Who's trying to pick a fight with Donald Trump and losing? Well, everyone in the Republican Party, of course, but if we're talking about just
today, that would be the Club for Growth. While that name might put you in mind of the company that purports to help balding men become less bald,
this club is best-known for its radical anti-tax, anti-spending zealotry and supports the most dystopian extremists for elective office.
And so of course, they despise Trump, who wants to protect Medicare and Social Security, raise taxes on the rich, thinks single-payer health care is a great idea, and reassures the public, "Women under my administration will be taken care of." (He cherishes women! It says so on his hat!) Talk like that has predictably got the Club fuming, and now they're contemplating a full-bore ad campaign to rip Trump apart.
But the ordinarily well-financed Club hasn't yet met with a lot of luck in trying to drum up support for this assault; the Washington Post reports that "some top GOP financiers" are worried that such an effort could "backfire." Of course it would! Everyone who tries to come at Trump sooner or later finds out that he's rubber and they're glue—very bouncy India rubber and very sticky Krazy Glue.
There's also another, much deeper problem that the Club faces, one that Michael Lind explores in a penetrating new piece in Politico Magazine: Their extremist views on the size and role of government are not popular, particularly among the oft-misunderstood segment of the GOP base known as the tea party. Lind's summation is spot-on:
The success of Trump's campaign has, if nothing else, exposed the Tea Party for what it really is; Trump's popularity is, in effect, final proof of what some of us have been arguing for years: that the Tea Party is less a libertarian movement than a right-wing version of populism. Think William Jennings Bryan or Huey Long, not Ayn Rand. Tea Partiers are less upset about the size of government overall than they are that so much of it is going to other people, especially immigrants and nonwhites. They are for government for them and against government for Not-Them.
Trump is a perfect tribune for modern-day right-wing populism, and his message has propelled him to stratospheric heights in the polls and the public consciousness. The fact that there is no "Club for Growth" candidate earning a rabid following by spreading the gospel of low taxes and low spending should tell the Club all it needs to know about how successful they're likely to be if they try to challenge Trump head-on.
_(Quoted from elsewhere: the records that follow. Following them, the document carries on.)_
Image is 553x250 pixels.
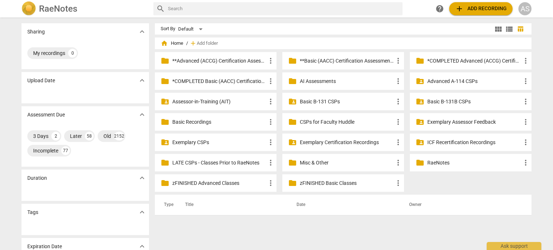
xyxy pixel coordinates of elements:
span: view_list [505,25,514,34]
span: expand_more [138,174,147,183]
p: Exemplary Assessor Feedback [428,118,522,126]
span: more_vert [522,77,530,86]
span: more_vert [394,179,403,188]
p: zFINISHED Advanced Classes [172,180,266,187]
span: more_vert [522,138,530,147]
p: Assessor-in-Training (AIT) [172,98,266,106]
span: more_vert [266,159,275,167]
span: folder [161,77,170,86]
span: expand_more [138,110,147,119]
img: Logo [22,1,36,16]
button: Show more [137,207,148,218]
button: List view [504,24,515,35]
span: Add folder [197,41,218,46]
th: Owner [401,195,524,215]
p: Upload Date [27,77,55,85]
span: table_chart [517,26,524,32]
span: more_vert [266,77,275,86]
span: folder_shared [416,138,425,147]
span: more_vert [266,118,275,126]
div: My recordings [33,50,65,57]
span: expand_more [138,76,147,85]
p: zFINISHED Basic Classes [300,180,394,187]
button: Upload [449,2,513,15]
p: Basic B-131 CSPs [300,98,394,106]
span: add [455,4,464,13]
button: Show more [137,109,148,120]
div: Default [178,23,205,35]
h2: RaeNotes [39,4,77,14]
span: home [161,40,168,47]
p: ICF Recertification Recordings [428,139,522,147]
th: Date [288,195,401,215]
span: / [186,41,188,46]
p: Advanced A-114 CSPs [428,78,522,85]
button: Table view [515,24,526,35]
span: expand_more [138,27,147,36]
span: folder [161,118,170,126]
div: Later [70,133,82,140]
p: Basic B-131B CSPs [428,98,522,106]
span: more_vert [266,97,275,106]
div: 77 [61,147,70,155]
p: AI Assessments [300,78,394,85]
span: expand_more [138,208,147,217]
button: AS [519,2,532,15]
span: more_vert [266,138,275,147]
span: more_vert [522,118,530,126]
a: Help [433,2,447,15]
span: more_vert [522,97,530,106]
div: 0 [68,49,77,58]
span: more_vert [522,159,530,167]
span: folder [288,118,297,126]
div: 3 Days [33,133,48,140]
p: **Advanced (ACCG) Certification Assessments [172,57,266,65]
span: more_vert [522,57,530,65]
span: folder [161,57,170,65]
p: Basic Recordings [172,118,266,126]
button: Show more [137,75,148,86]
span: folder_shared [288,138,297,147]
p: Exemplary Certification Recordings [300,139,394,147]
span: more_vert [266,57,275,65]
span: search [156,4,165,13]
p: Tags [27,209,38,217]
p: Duration [27,175,47,182]
div: 58 [85,132,94,141]
span: folder_shared [416,97,425,106]
p: Exemplary CSPs [172,139,266,147]
th: Title [176,195,288,215]
p: *COMPLETED Advanced (ACCG) Certification Assessments [428,57,522,65]
span: folder [288,57,297,65]
span: add [190,40,197,47]
span: folder [161,179,170,188]
span: folder_shared [416,118,425,126]
span: Add recording [455,4,507,13]
input: Search [168,3,400,15]
p: Assessment Due [27,111,65,119]
span: folder [288,179,297,188]
span: folder [416,57,425,65]
span: more_vert [394,57,403,65]
span: more_vert [394,97,403,106]
button: Show more [137,173,148,184]
span: folder [161,159,170,167]
span: folder [288,159,297,167]
div: Old [104,133,111,140]
p: Misc & Other [300,159,394,167]
span: more_vert [394,159,403,167]
p: *COMPLETED Basic (AACC) Certification Assessments [172,78,266,85]
span: folder_shared [416,77,425,86]
span: Home [161,40,183,47]
p: LATE CSPs - Classes Prior to RaeNotes [172,159,266,167]
th: Type [158,195,176,215]
p: Sharing [27,28,45,36]
div: 2152 [114,132,124,141]
span: more_vert [394,138,403,147]
button: Tile view [493,24,504,35]
div: Ask support [487,242,542,250]
button: Show more [137,26,148,37]
span: folder [416,159,425,167]
a: LogoRaeNotes [22,1,148,16]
It's quite ironic that the Club for Growth, which has long made life difficult for the Republican establishment by pushing candidates too far to the right, is now trying to rescue that same establishment from a candidate who, at least on matters financial, is well to the left of where the pluto-kleptocrats who run the GOP want the party to be. But now well-heeled gadflies like the Club and bog-standard Republicans like Jeb Bush are united in a shared mission: stop this fucking comb-overed maniac from destroying us.
As Jeb's experience—as everyone's experience—has shown so far, good luck with that. Trumpism is way more popular than Clubism, and you simply cannot shout The Donald down. The Republican Party has conned its core voters for years, but now they're dealing with a messenger who's telling rank-and-file conservatives what they actually want to hear, not what big business likes to pretend they want to hear. Trump's calling bullshit on the entire GOP edifice. Whether they put up their dukes or fold meekly, the Club is screwed either way.